POVonline

Sunday, December 7, 2008

Nyuk! Nyuk!

Jeff Abraham sends me this link to a program (or rather, programme) on BBC Radio 4 — a half-hour history of The Three Stooges. I haven't been able to get the link to work so let me know if you do. And hurry. It says the show will only be online for a few more days, you knuckleheads. Thanks, Jeff.

• Posted at 10:17 PM · LINK

Go See It!

Richard Howe has taken approximately 11,000 photos of street corners in Manhattan. 7,322 have a Duane Reade drugstore on them but all are fascinating.

• Posted at 7:39 PM · LINK

Hollywood Labor News

The AMPTP has posted on its website what its spinmeisters are saying is a fabulous offer for the Screen Actors Guild...and the last they're ever going to get. This is how the game is played. They make Absolutely Final Offers and act like some force of science makes it humanly impossible for the terms to be any better.

How is this offer? Entertainment lawyer Jonathan Handel doesn't think much of it. Neither does my friend Bob Elisberg. As I've been saying here for some time, the studios got AFTRA (the other actors' union) to take a mediocre deal and now they're insisting that this year's labor negotiations are a settled matter and SAG has to fall in line and take it.

Obviously, SAG doesn't. Just because one union takes a lousy deal — or in some cases, a deal that's acceptable for them but wouldn't be for you — that doesn't mean you have to take it. The AMPTP is especially skilled at structuring an offer that is good for Union A and bad for Union B. The Directors Guild has made most of its gains over the last few decades by being Union A in that situation.

Obviously, SAG might. The solidarity a union needs to mount an effective strike does not seem to be there. Rumors abound that various ***Big Stars*** oppose a strike and those rumors are not causing that solidarity to appear. One of the wise things the Writers Guild did before it hit the bricks was to do an outreach to "A" list screenwriters and TV Show Runners and to get most of them on board. Presumably, SAG leadership is currently attempting something comparable and I wish them well. It really is a crummy offer.

• Posted at 11:01 AM · LINK

From the E-Mailbag...

Rob Hansen sends the following regarding this message which I posted earlier...

Reading last night's missive to you when you posted it, I spotted a small but very significant typo on my part. Actually, the first London convention was held in 1938, not 1939. Sigh, this is why writing emails last thing before turning in for the night is not a good idea.

As it happens, the second ever London convention was held in 1939 at Druid's Hall (full name: The Ancient Order of Druids Memorial Hall), amid a large papier mache model of Stonehenge, apparently. It's always amused me that the building erected on this site after the war later housed the Aliens Registration Bureau.

In the meantime, Anthony Tollin sends this...

My late friend Sam Moskowitz put on the first American science fiction convention in Newark, New Jersey on May 29th, 1938. The following year, 1939, Sam ran the first World Science Fiction Convention, so named because it was originally to be held on the grounds of the New York World's Fair, over the 4th of July weekend. Julie Schwartz, a friend of mine whom I believe you knew too, chronicled that weekend (and 4SJ's participation) on pp. 49-52 of his memoir, Man of Two Worlds.

Well, of course I knew Julie very well...too well at times, but that's another matter. He kept explaining the history of science-fiction fandom to me and getting me more and more confused with each explanation. I hosted a couple of panels over the years and attended meals where he and Forry Ackerman and sometimes Ray Bradbury reminisced over "those days" and it always resembled the scene in The Sunshine Boys where they're arguing whether Sol Burton was the manager of the Belasco or the Morosco.

As I said, I really am not an authority on this aspect of fandom...when and where the first conventions were. I defer to you and Mr. Hansen. I just want to know who invented panels at conventions and how many more I have to host before I have the record.

• Posted at 10:47 AM · LINK

Today's Video Link

Forty-four Presidents of the United States (well, 43 plus the guy soon to be inaugurated) morphing from one to the next. This runs four minutes and is most interesting for the last minute or so...so you might want to fast-forward.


Assigned task: The answer must consist of every record, printed exactly as it stands.

Extracted material below:

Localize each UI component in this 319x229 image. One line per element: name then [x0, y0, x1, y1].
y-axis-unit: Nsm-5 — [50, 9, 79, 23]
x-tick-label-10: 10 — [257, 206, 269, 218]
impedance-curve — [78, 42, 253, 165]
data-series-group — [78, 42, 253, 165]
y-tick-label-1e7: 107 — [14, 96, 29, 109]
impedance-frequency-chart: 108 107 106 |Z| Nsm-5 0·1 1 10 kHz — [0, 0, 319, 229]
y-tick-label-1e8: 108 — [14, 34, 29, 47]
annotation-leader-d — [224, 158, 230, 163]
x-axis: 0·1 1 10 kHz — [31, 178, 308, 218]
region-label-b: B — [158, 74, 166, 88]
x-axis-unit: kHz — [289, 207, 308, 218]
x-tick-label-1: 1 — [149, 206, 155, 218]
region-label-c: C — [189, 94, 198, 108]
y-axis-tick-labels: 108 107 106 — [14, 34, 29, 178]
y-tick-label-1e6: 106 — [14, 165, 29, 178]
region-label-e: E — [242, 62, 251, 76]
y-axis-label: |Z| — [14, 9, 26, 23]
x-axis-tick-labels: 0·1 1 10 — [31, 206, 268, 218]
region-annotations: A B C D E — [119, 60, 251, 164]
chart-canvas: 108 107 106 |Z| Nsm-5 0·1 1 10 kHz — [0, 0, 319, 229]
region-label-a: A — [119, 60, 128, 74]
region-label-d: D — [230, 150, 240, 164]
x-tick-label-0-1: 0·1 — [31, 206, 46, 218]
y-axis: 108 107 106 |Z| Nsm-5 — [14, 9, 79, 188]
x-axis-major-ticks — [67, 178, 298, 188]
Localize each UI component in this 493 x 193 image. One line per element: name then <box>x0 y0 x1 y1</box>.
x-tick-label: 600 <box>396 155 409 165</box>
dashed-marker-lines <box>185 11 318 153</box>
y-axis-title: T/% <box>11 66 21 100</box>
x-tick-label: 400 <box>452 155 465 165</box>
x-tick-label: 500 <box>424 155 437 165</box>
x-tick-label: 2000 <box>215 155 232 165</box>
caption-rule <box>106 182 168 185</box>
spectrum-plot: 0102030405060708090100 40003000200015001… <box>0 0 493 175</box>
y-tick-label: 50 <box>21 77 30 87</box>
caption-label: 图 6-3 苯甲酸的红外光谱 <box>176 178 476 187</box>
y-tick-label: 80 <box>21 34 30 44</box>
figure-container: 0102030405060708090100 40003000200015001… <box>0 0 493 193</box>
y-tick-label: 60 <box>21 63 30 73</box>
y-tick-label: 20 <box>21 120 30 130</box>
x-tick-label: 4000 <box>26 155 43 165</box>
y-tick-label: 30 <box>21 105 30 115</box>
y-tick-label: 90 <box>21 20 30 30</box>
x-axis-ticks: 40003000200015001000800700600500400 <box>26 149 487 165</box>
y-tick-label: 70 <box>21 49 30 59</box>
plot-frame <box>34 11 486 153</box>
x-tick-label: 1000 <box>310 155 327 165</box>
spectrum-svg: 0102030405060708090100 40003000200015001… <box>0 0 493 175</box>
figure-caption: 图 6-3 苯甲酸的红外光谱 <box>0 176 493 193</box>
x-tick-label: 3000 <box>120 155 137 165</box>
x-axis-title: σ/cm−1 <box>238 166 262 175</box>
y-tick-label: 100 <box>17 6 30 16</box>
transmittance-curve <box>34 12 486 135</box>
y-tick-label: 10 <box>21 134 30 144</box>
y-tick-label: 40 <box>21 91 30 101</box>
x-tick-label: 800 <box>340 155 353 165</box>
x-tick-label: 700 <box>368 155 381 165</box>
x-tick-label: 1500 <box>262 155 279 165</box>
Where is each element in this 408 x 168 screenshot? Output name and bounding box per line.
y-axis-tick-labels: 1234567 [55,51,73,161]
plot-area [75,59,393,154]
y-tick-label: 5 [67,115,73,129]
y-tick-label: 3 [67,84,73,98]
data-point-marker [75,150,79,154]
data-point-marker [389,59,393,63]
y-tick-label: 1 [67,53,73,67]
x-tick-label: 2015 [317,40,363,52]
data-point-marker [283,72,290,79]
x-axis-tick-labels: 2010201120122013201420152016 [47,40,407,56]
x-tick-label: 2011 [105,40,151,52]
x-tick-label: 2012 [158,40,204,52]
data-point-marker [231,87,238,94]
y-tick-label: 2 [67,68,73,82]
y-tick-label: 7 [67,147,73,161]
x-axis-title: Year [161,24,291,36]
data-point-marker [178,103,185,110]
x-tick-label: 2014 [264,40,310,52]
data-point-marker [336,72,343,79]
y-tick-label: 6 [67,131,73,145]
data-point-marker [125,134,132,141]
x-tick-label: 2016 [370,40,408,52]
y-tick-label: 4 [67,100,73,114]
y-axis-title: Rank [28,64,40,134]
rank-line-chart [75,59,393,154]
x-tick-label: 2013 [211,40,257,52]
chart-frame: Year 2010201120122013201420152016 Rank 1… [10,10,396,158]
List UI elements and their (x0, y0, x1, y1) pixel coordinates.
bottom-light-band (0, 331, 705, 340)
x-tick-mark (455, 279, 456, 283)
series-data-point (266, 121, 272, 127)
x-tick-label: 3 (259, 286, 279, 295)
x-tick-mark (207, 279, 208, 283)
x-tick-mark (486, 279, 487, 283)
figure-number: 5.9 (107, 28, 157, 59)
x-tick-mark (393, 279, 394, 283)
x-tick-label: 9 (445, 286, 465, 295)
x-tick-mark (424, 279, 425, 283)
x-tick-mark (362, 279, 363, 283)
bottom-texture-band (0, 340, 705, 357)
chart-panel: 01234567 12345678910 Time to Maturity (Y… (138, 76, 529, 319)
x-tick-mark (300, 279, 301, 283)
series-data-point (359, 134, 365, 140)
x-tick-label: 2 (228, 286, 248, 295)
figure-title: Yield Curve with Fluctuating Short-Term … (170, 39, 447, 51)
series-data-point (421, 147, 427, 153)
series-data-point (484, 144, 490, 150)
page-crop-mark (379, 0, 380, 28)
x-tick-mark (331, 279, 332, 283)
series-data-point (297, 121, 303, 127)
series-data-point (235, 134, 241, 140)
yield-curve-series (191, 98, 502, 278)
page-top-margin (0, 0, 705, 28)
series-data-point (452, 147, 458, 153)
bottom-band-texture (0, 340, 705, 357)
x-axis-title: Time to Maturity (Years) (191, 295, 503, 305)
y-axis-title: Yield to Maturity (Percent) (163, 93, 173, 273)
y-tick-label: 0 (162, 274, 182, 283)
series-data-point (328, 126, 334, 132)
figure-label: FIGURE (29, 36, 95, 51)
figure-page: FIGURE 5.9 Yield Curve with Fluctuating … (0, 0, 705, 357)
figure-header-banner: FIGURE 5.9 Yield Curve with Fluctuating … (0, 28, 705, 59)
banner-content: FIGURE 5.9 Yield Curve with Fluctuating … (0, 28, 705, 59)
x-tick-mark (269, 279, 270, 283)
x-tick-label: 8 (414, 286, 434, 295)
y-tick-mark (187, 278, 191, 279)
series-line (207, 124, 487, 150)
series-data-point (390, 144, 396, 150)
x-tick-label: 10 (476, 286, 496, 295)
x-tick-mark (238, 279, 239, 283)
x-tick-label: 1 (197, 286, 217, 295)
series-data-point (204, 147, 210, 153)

End of Extracted material.

Output of the exercise:
Localize each UI component in this 319x229 image. One line per element: name then [x0, y0, x1, y1].
y-axis-unit: Nsm-5 — [50, 9, 79, 23]
x-tick-label-10: 10 — [257, 206, 269, 218]
impedance-curve — [78, 42, 253, 165]
data-series-group — [78, 42, 253, 165]
y-tick-label-1e7: 107 — [14, 96, 29, 109]
impedance-frequency-chart: 108 107 106 |Z| Nsm-5 0·1 1 10 kHz — [0, 0, 319, 229]
y-tick-label-1e8: 108 — [14, 34, 29, 47]
annotation-leader-d — [224, 158, 230, 163]
x-axis: 0·1 1 10 kHz — [31, 178, 308, 218]
region-label-b: B — [158, 74, 166, 88]
x-axis-unit: kHz — [289, 207, 308, 218]
x-tick-label-1: 1 — [149, 206, 155, 218]
region-label-c: C — [189, 94, 198, 108]
y-axis-tick-labels: 108 107 106 — [14, 34, 29, 178]
y-tick-label-1e6: 106 — [14, 165, 29, 178]
region-label-e: E — [242, 62, 251, 76]
y-axis-label: |Z| — [14, 9, 26, 23]
x-axis-tick-labels: 0·1 1 10 — [31, 206, 268, 218]
region-annotations: A B C D E — [119, 60, 251, 164]
chart-canvas: 108 107 106 |Z| Nsm-5 0·1 1 10 kHz — [0, 0, 319, 229]
region-label-a: A — [119, 60, 128, 74]
region-label-d: D — [230, 150, 240, 164]
x-tick-label-0-1: 0·1 — [31, 206, 46, 218]
y-axis: 108 107 106 |Z| Nsm-5 — [14, 9, 79, 188]
x-axis-major-ticks — [67, 178, 298, 188]
Localize each UI component in this 493 x 193 image. One line per element: name then <box>x0 y0 x1 y1</box>.
x-tick-label: 600 <box>396 155 409 165</box>
dashed-marker-lines <box>185 11 318 153</box>
y-axis-title: T/% <box>11 66 21 100</box>
x-tick-label: 400 <box>452 155 465 165</box>
x-tick-label: 500 <box>424 155 437 165</box>
x-tick-label: 2000 <box>215 155 232 165</box>
caption-rule <box>106 182 168 185</box>
spectrum-plot: 0102030405060708090100 40003000200015001… <box>0 0 493 175</box>
y-tick-label: 50 <box>21 77 30 87</box>
caption-label: 图 6-3 苯甲酸的红外光谱 <box>176 178 476 187</box>
y-tick-label: 80 <box>21 34 30 44</box>
figure-container: 0102030405060708090100 40003000200015001… <box>0 0 493 193</box>
y-tick-label: 60 <box>21 63 30 73</box>
y-tick-label: 20 <box>21 120 30 130</box>
x-tick-label: 4000 <box>26 155 43 165</box>
y-tick-label: 30 <box>21 105 30 115</box>
y-tick-label: 90 <box>21 20 30 30</box>
x-axis-ticks: 40003000200015001000800700600500400 <box>26 149 487 165</box>
y-tick-label: 70 <box>21 49 30 59</box>
plot-frame <box>34 11 486 153</box>
x-tick-label: 1000 <box>310 155 327 165</box>
spectrum-svg: 0102030405060708090100 40003000200015001… <box>0 0 493 175</box>
figure-caption: 图 6-3 苯甲酸的红外光谱 <box>0 176 493 193</box>
x-tick-label: 3000 <box>120 155 137 165</box>
x-axis-title: σ/cm−1 <box>238 166 262 175</box>
y-tick-label: 100 <box>17 6 30 16</box>
transmittance-curve <box>34 12 486 135</box>
y-tick-label: 10 <box>21 134 30 144</box>
y-tick-label: 40 <box>21 91 30 101</box>
x-tick-label: 800 <box>340 155 353 165</box>
x-tick-label: 700 <box>368 155 381 165</box>
x-tick-label: 1500 <box>262 155 279 165</box>
Where is each element in this 408 x 168 screenshot? Output name and bounding box per line.
y-axis-tick-labels: 1234567 [55,51,73,161]
plot-area [75,59,393,154]
y-tick-label: 5 [67,115,73,129]
y-tick-label: 3 [67,84,73,98]
data-point-marker [75,150,79,154]
data-point-marker [389,59,393,63]
y-tick-label: 1 [67,53,73,67]
x-tick-label: 2015 [317,40,363,52]
data-point-marker [283,72,290,79]
x-axis-tick-labels: 2010201120122013201420152016 [47,40,407,56]
x-tick-label: 2011 [105,40,151,52]
x-tick-label: 2012 [158,40,204,52]
data-point-marker [231,87,238,94]
y-tick-label: 2 [67,68,73,82]
y-tick-label: 7 [67,147,73,161]
x-axis-title: Year [161,24,291,36]
data-point-marker [178,103,185,110]
x-tick-label: 2014 [264,40,310,52]
data-point-marker [336,72,343,79]
y-tick-label: 6 [67,131,73,145]
data-point-marker [125,134,132,141]
x-tick-label: 2016 [370,40,408,52]
y-tick-label: 4 [67,100,73,114]
y-axis-title: Rank [28,64,40,134]
rank-line-chart [75,59,393,154]
x-tick-label: 2013 [211,40,257,52]
chart-frame: Year 2010201120122013201420152016 Rank 1… [10,10,396,158]
List UI elements and their (x0, y0, x1, y1) pixel coordinates.
bottom-light-band (0, 331, 705, 340)
x-tick-mark (455, 279, 456, 283)
series-data-point (266, 121, 272, 127)
x-tick-label: 3 (259, 286, 279, 295)
x-tick-mark (207, 279, 208, 283)
x-tick-mark (486, 279, 487, 283)
figure-number: 5.9 (107, 28, 157, 59)
x-tick-mark (393, 279, 394, 283)
x-tick-label: 9 (445, 286, 465, 295)
x-tick-mark (424, 279, 425, 283)
x-tick-mark (362, 279, 363, 283)
bottom-texture-band (0, 340, 705, 357)
chart-panel: 01234567 12345678910 Time to Maturity (Y… (138, 76, 529, 319)
x-tick-mark (300, 279, 301, 283)
series-data-point (359, 134, 365, 140)
x-tick-label: 2 (228, 286, 248, 295)
figure-title: Yield Curve with Fluctuating Short-Term … (170, 39, 447, 51)
series-data-point (421, 147, 427, 153)
series-data-point (484, 144, 490, 150)
page-crop-mark (379, 0, 380, 28)
x-tick-mark (331, 279, 332, 283)
series-data-point (297, 121, 303, 127)
series-data-point (235, 134, 241, 140)
yield-curve-series (191, 98, 502, 278)
page-top-margin (0, 0, 705, 28)
series-data-point (452, 147, 458, 153)
bottom-band-texture (0, 340, 705, 357)
x-axis-title: Time to Maturity (Years) (191, 295, 503, 305)
y-axis-title: Yield to Maturity (Percent) (163, 93, 173, 273)
y-tick-label: 0 (162, 274, 182, 283)
series-data-point (328, 126, 334, 132)
figure-label: FIGURE (29, 36, 95, 51)
figure-page: FIGURE 5.9 Yield Curve with Fluctuating … (0, 0, 705, 357)
figure-header-banner: FIGURE 5.9 Yield Curve with Fluctuating … (0, 28, 705, 59)
banner-content: FIGURE 5.9 Yield Curve with Fluctuating … (0, 28, 705, 59)
x-tick-mark (269, 279, 270, 283)
x-tick-label: 8 (414, 286, 434, 295)
y-tick-mark (187, 278, 191, 279)
series-line (207, 124, 487, 150)
series-data-point (390, 144, 396, 150)
x-tick-label: 10 (476, 286, 496, 295)
x-tick-mark (238, 279, 239, 283)
x-tick-label: 1 (197, 286, 217, 295)
series-data-point (204, 147, 210, 153)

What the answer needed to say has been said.